Appeal Set For Recycling Site

USA Metal Proposal To Be Heard By Elected County Officials

Thursday, January 31, 2013

— Benton County’s justices of the peace will be asked to sit in judgment of a decision by the county’s Planning Board to block a metal recycling business from operating near Gentry.

Tom Smith, owner of USA Metal Recycling, sent the county a notice of appeal of the board’s rejection of his application for approval of a large-scale development plan. The board voted 7-0 to deny the application at its Dec. 19 meeting and filed its findings and decision letter Jan. 4 with the Benton County Clerk’s Office.

Smith declined to comment on the appeal, referring questions to his attorney, Jason Wales of the Everett, Wales & Comstock law firm in Fayetteville. Wales would not comment in the specifics of the appeal.

“There’ll be an appeal before the county judge and two or three of the JPs,” Wales said. “We’ll do that, and if that doesn’t work we’ll go to circuit court for a jury trial. He just feels like he ought to be able to conduct his business on this piece of property he owns.”

The Planning Board rejected Smith’s application for the business at 13670 Old Highway 59 after a public hearing at which 15 people spoke in opposition to the business’ plans. Planning Department staff noted the proposal would establish a heavy industrial use in an area where no other heavy industrial uses are in proximity; there is an established residential and agricultural pattern of land use; the transportation infrastructure does not currently support a heavy industrial use; and allowing such disparate land use will change the character of the area.

At A Glance

Planning Appeal

County Judge Bob Clinard will appoint a panel of three justices of the peace to hear the USA Metal Recycling appeal of the Planning Board’s decision to reject the business’ plans to operate on a site near Gentry. The appeal hearing is tentatively set for Feb. 25 with a site visit scheduled for 2 p.m. and a hearing in the Quorum Courtroom set to begin at 4 p.m.

Source: Staff Report

Mark Curtis, Planning Board chairman, said the staff findings and recommendations, public comments from neighbors and from Gentry city officials, and the board’s own observations from a visit to the company’s operation in Fayetteville led him to vote against the application. Curtis said he’s still convinced the decision is correct.

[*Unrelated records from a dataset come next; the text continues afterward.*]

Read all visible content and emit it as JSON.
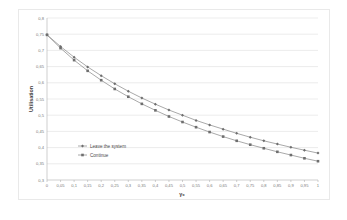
{
  "chart_data": {
    "type": "line",
    "title": "",
    "xlabel": "γ₀",
    "ylabel": "Utilisation",
    "xlim": [
      0,
      1
    ],
    "ylim": [
      0.3,
      0.8
    ],
    "grid": true,
    "legend_position": "inside-center-left",
    "decimal_separator": ",",
    "x": [
      0,
      0.05,
      0.1,
      0.15,
      0.2,
      0.25,
      0.3,
      0.35,
      0.4,
      0.45,
      0.5,
      0.55,
      0.6,
      0.65,
      0.7,
      0.75,
      0.8,
      0.85,
      0.9,
      0.95,
      1
    ],
    "xticklabels": [
      "0",
      "0,05",
      "0,1",
      "0,15",
      "0,2",
      "0,25",
      "0,3",
      "0,35",
      "0,4",
      "0,45",
      "0,5",
      "0,55",
      "0,6",
      "0,65",
      "0,7",
      "0,75",
      "0,8",
      "0,85",
      "0,9",
      "0,95",
      "1"
    ],
    "yticks": [
      0.3,
      0.35,
      0.4,
      0.45,
      0.5,
      0.55,
      0.6,
      0.65,
      0.7,
      0.75,
      0.8
    ],
    "yticklabels": [
      "0,3",
      "0,35",
      "0,4",
      "0,45",
      "0,5",
      "0,55",
      "0,6",
      "0,65",
      "0,7",
      "0,75",
      "0,8"
    ],
    "series": [
      {
        "name": "Leave the system",
        "marker": "diamond",
        "color": "#8c8c8c",
        "values": [
          0.748,
          0.712,
          0.679,
          0.649,
          0.622,
          0.597,
          0.574,
          0.553,
          0.534,
          0.516,
          0.5,
          0.484,
          0.47,
          0.457,
          0.444,
          0.432,
          0.421,
          0.411,
          0.401,
          0.392,
          0.383
        ]
      },
      {
        "name": "Continue",
        "marker": "square",
        "color": "#8c8c8c",
        "values": [
          0.748,
          0.707,
          0.67,
          0.637,
          0.608,
          0.581,
          0.557,
          0.535,
          0.515,
          0.496,
          0.479,
          0.463,
          0.448,
          0.434,
          0.421,
          0.409,
          0.398,
          0.387,
          0.377,
          0.367,
          0.358
        ]
      }
    ]
  },
  "legend": {
    "items": [
      {
        "label": "Leave the system"
      },
      {
        "label": "Continue"
      }
    ]
  }
}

“I would have to say that we are not surprised that Mr. Smith has appealed the board’s decision,” Curtis said. “But I think the information we were given pretty much led to our decision and I still believe in that decision.”

Chris Ryan, county planning and environmental director, said the office has received a copy of the notice of appeal and a Freedom of Information Act request from Wales for information about the USA Metal case and the Planning Board hearings on the application. The request asks the county to make available “all letters, emails, faxes, photographs, videos, applications, studies, reports, notes, files and other documents which refer or relate in any way” to the Gentry property.

Ryan said the planning office is gathering the information and hopes to place it all on a single webpage, which would make the material available for Wales or anyone else who might want to review it.

Benton County Judge Bob Clinard said past practice has been to select justices of the peace from areas other than the district where a property is located to sit on the appeals panel. Justice of the Peace Patrick Carr represents District 12, which includes the property near Gentry. Clinard sent an email to the justices of the peace asking if any wanted to volunteer to sit of the appeals panel. By Wednesday afternoon, Carr of Gentry and Joel Jones of Bella Vista said they were willing to serve. Justice of the Peace Tom Allen of Bentonville indicated he would prefer not to serve.

This will be the third appeal of a Planning Board decision from 2012. The two appeals heard last year stemmed from decisions made by the Planning Board at its June 6 meeting. The board rejected a proposed large-scale development for Nighthawk Custom Training Academy, characterized in the appeal as “a private shooting range,” on a site at 2016 W. Centerton Blvd. near Centerton. Another plan for Downtown Towing, which planned a “temporary holding lot for wrecked and impounded vehicles” for property at 21819 Meadow Wood Drive near Siloam Springs, also was rejected. Both businesses were operating at those locations without permits from the county and were asked to submit plans after complaints were made to the Planning Department, according to information presented at the June meeting. Both decisions were appealed. The denial of the application for the gun range was overturned. The towing lot decision was upheld.